Weeding, digging, mixing clay soil with peat moss and sand, preparing the ground for growth — for many years I have planted annuals on Mother’s Day. It is a chore that takes me, if only for an hour or two, into another world. The part I like the most, of course, is the end point of all the preparation — spading the newly friable soil and tucking the begonia or impatiens plants into it.

The timing of this task does not escape me. Every time I do it, yesterday for instance, I think of the metaphorical aspect of this Mother’s Day chore, of planting the tender-rooted flowers, of launching them into what I hope is a season of profusion. The teenage years have changed the way I think about this metaphor. I worry more about the hazards, the hard-packed clay, the weeds that choke, the rain that doesn’t fall, the deer who breakfast on my garden.

And yet, I still plant.

A Creek

A Creek


The ground is saturated. Rain water trickles through the soil and into drainage ditches that divide the meadow. Yesterday I spotted a young boy squatting down beside one of those ditches. His bike laid carelessly on its side, as if he couldn’t wait to plunge into the water, to see what he might find there.

I remembered the park a street behind us when I was this boy’s age. There was a creek that wound around the park, and the playground smelled of fresh mud. I imagine the creek flooded in the spring of the year. But I wouldn’t have noticed that at the time.

All I knew then was the smell of the run in the dank days of spring, standing on the bank, immersed as this boy was immersed, catching crawdads or, later, bottling creek water to look at under my microscope. Every day had the same catch in its breath as these days do.

Caught on Tape

Caught on Tape


News of the earthquake in Japan and the tsunami racing across the Pacific Ocean makes it hard to think of much else this morning. But a Washington Post review of the movie “The Kids Grow Up” raises questions about our highly observed younger generation and the ethics of posting cute kid videos on You Tube. At one point the mother of the girl profiled in “The Kids Grow Up” said to her husband, the girl’s father and a documentary filmmaker, “Just think, when she works through all this in therapy, she can bring the footage with her.”

I don’t write much about kids anymore; writing articles for parenting magazines and an anti-parenting-book parenting book cured me of that tendency. But this article brings it all back, the self-absorption, the child-absorption, the difficulty of raising kids these days. I’m glad I’m at the end of my child-rearing years, not the beginning.

Still House

Still House


Our youngest is visiting our oldest in college, so we are alone: Tom and I and the dog.
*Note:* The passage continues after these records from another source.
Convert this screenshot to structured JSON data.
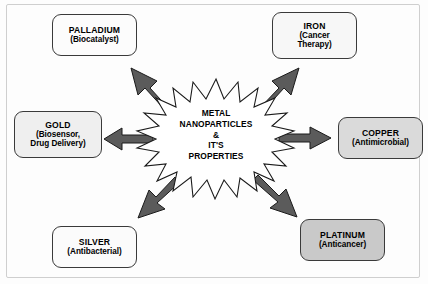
{
  "diagram": {
    "title": "METAL NANOPARTICLES & IT'S PROPERTIES",
    "center": {
      "line1": "METAL",
      "line2": "NANOPARTICLES",
      "line3": "&",
      "line4": "IT'S",
      "line5": "PROPERTIES",
      "shape": "starburst",
      "points": 24,
      "fill": "#ffffff",
      "stroke": "#1a1a1a"
    },
    "arrow_color": "#5b5b5b",
    "arrow_stroke": "#1a1a1a",
    "nodes": [
      {
        "id": "palladium",
        "name": "PALLADIUM",
        "property": "(Biocatalyst)",
        "fill": "#fcfcfc",
        "direction": "up-left"
      },
      {
        "id": "iron",
        "name": "IRON",
        "property": "(Cancer",
        "property2": "Therapy)",
        "fill": "#f7f7f7",
        "direction": "up-right"
      },
      {
        "id": "gold",
        "name": "GOLD",
        "property": "(Biosensor,",
        "property2": "Drug Delivery)",
        "fill": "#efefef",
        "direction": "left"
      },
      {
        "id": "copper",
        "name": "COPPER",
        "property": "(Antimicrobial)",
        "fill": "#dadada",
        "direction": "right"
      },
      {
        "id": "silver",
        "name": "SILVER",
        "property": "(Antibacterial)",
        "fill": "#fbfbfb",
        "direction": "down-left"
      },
      {
        "id": "platinum",
        "name": "PLATINUM",
        "property": "(Anticancer)",
        "fill": "#c9c9c9",
        "direction": "down-right"
      }
    ]
  }
}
Downstairs we busy ourselves paying bills, filing insurance claims (the children may be gone but the paperwork of parenting goes on).

Upstairs, though, upstairs — three empty bedrooms stretch like a long sigh down the hallway. The shower is still, the hairdryer, too. I catch myself talking softly. Amputation is too strong a word, but this is more than missing. I’m glad I have a couple years to ponder the imagery here. It will take at least that long.

Serendipity

Serendipity


With two kids in college and one in high school, hanging out together is a matter of timing and luck. Someone goes out later than she had planned; another stays in. Tom and I go to bed later than we would otherwise. Eventually, we all end up in the kitchen.

We don’t do anything special: We laugh, complain, roll our eyes, hug, nag, eat a bowl of cereal and go our separate ways.

But these moments are what I remember when we’re apart.

Optimism

Optimism


Yesterday I traveled to Maryland to see my parents, who are visiting from Kentucky. My mother is starting a museum; my father is planning his next Eighth Air Force reunion. They are proof that getting older is not just about loss; it may also be about gain.

Mom and Dad are children of the Depression — but they are not depressed. They come from an era where people largely stayed in their hometowns, where most interaction was face-to-face. They are old enough to tell it like it is. After I’m with them I feel clear-headed and strong. I feel optimistic.